When gas prices then climbed to hundreds times normal levels, the complaint alleges, a number of companies informed clients with whom they had contracts to sell gas at a fixed price that they could not make delivery, allowing them to sell their gas into spot markets and reap billions of dollars in profits. The plaintiffs’ group is led by Erik K. Simpson, owner of the Houston data company Circles X and a former trading director at Enron.

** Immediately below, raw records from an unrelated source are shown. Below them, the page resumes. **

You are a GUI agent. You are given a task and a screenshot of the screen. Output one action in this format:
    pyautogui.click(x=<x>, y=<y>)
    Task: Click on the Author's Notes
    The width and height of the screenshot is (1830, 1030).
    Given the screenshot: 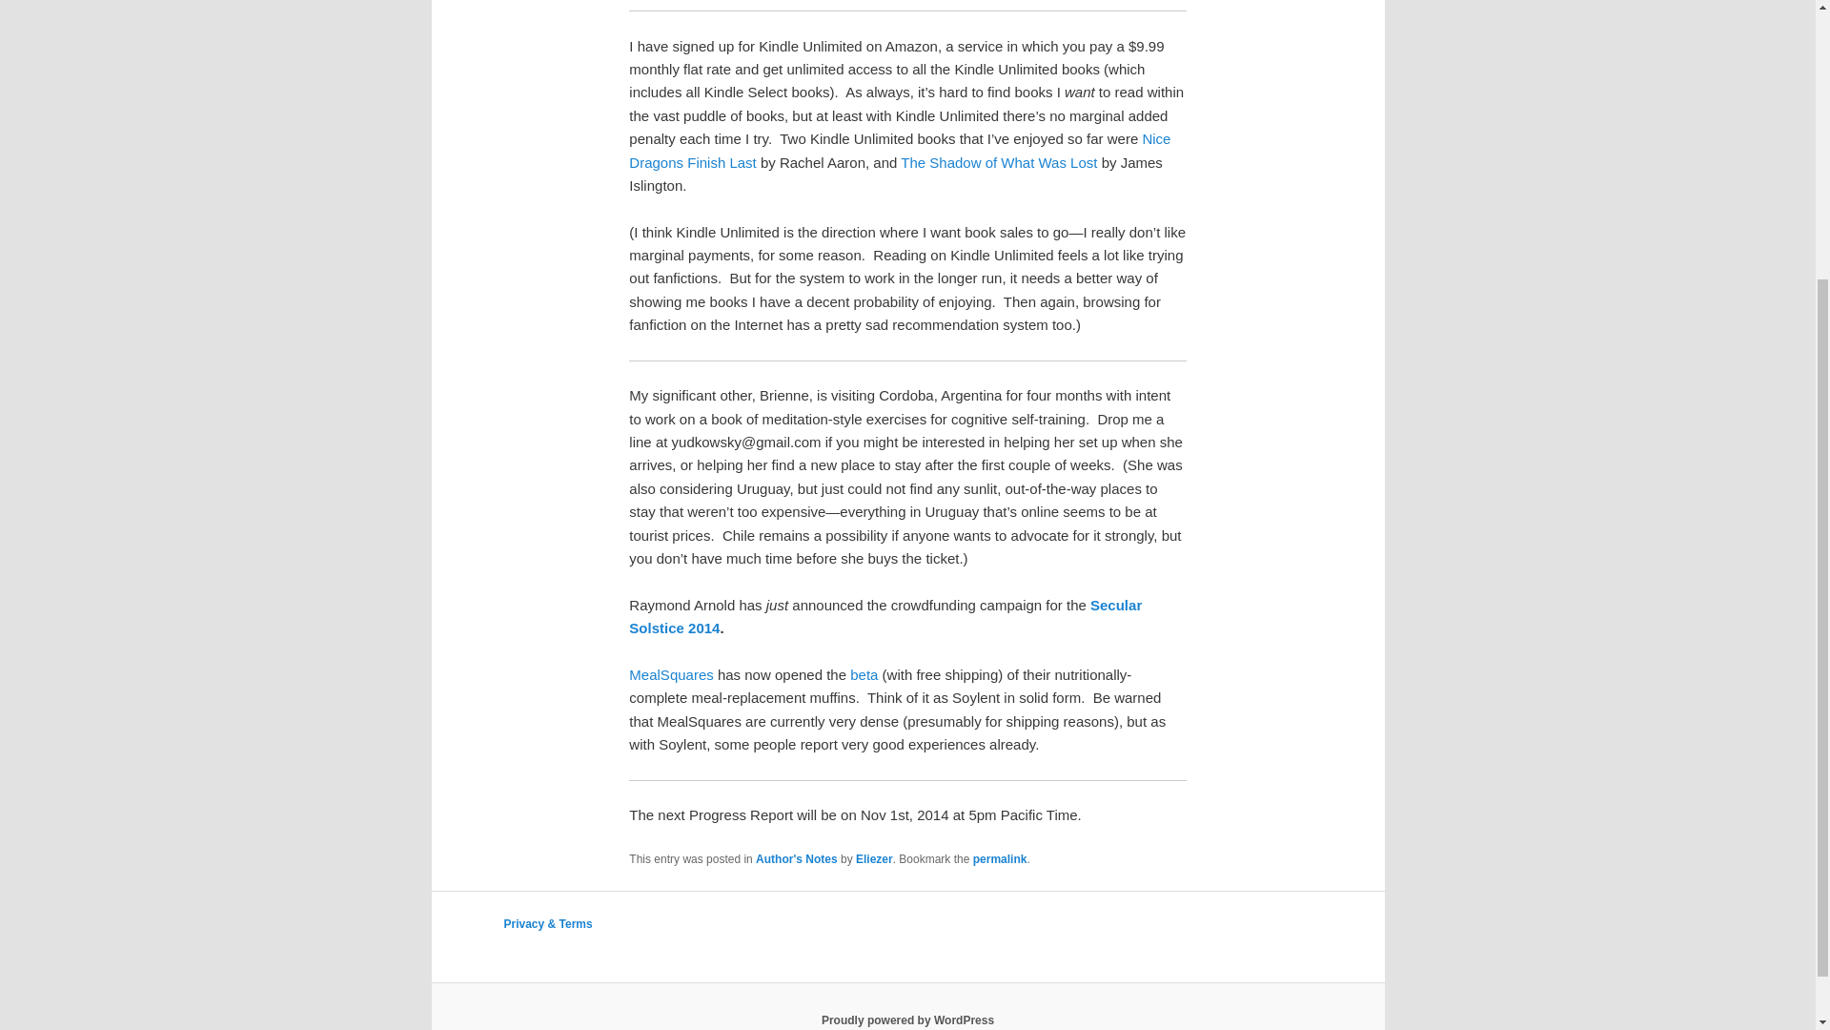 What is the action you would take?
    pyautogui.click(x=797, y=859)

“The impacts of the power outages caused by Winter Storm Uri are still being felt today,” Conlee Whiteley, one of the attorneys representing CirclesX, said in a statement. “Through litigation, CirclesX Recovery will be working on behalf of tens of thousands of Texas residents and businesses. We will have more to share in the coming weeks.”
Dozens of companies were named in the lawsuit, including financial firms JP Morgan and Goldman Sachs, which operate energy trading operations in Texas. The companies cited in this story mostly declined or did not respond to requests for comment, with exceptions of Kinder Morgan and EOG Resources, which denied the claims in the litigation.
“We believe this lawsuit is wholly without merit and intend to vigorously defend it,” a Kinder Morgan spokesman said in a statement.
The litigation is one of close to a hundred lawsuits already filed against energy companies for the events of February 2021, when a historic cold snap caused the Texas power grid to nearly collapse, leaving millions of Texans without power and heat and resulting in an estimated 200 deaths.
It comes as Kansas Attorney General Kris Kobach, a Republican, is suing the Australian energy firm Macquarie for manipulating that state’s gas market during the storm, claiming that by overpaying for gas, the company “goosed its net trading revenues profits by tens of millions of dollars.”
CirclesX is attempting to make the case that Texas’s intrastate pipeline system operates as a monopoly where a handful of large players control almost all the gas in the state, pointing to significantly lower gas prices in neighboring Louisiana during the storm.
In the filing, Simpson uses publicly available but hugely complex data showing the flow of natural gas through Texas’s pipeline system to try and prove that energy firms were working behind the scenes to manipulate prices, detailing specific instances where energy firms began reducing gas flows even as weather conditions in Texas remained relatively mild.
“Instead of ensuring adequate natural gas supplies, defendants spent the weeks and days before Winter Storm Uri’s arrival in Texas taking deliberate steps, which they continued after Winter Storm Uri’s arrival, to severely limit the availability of natural gas in the Texas,” the lawsuit reads. “They did so with the objective of driving natural gas prices — and their resulting profits — exponentially higher.”
The plaintiffs are represented by Allan Kanner and Conlee Whitely of the New Orleans law firm Kanner & Whitely. Other lawyers for the firm involved in the case include Cynthia St. Amant, Ryan Casey and Thuy N. Le.
The case is CirclesX Recovery v. BP Energy, et all.
For a longer version of this article, please visit HoustonChronicle.com.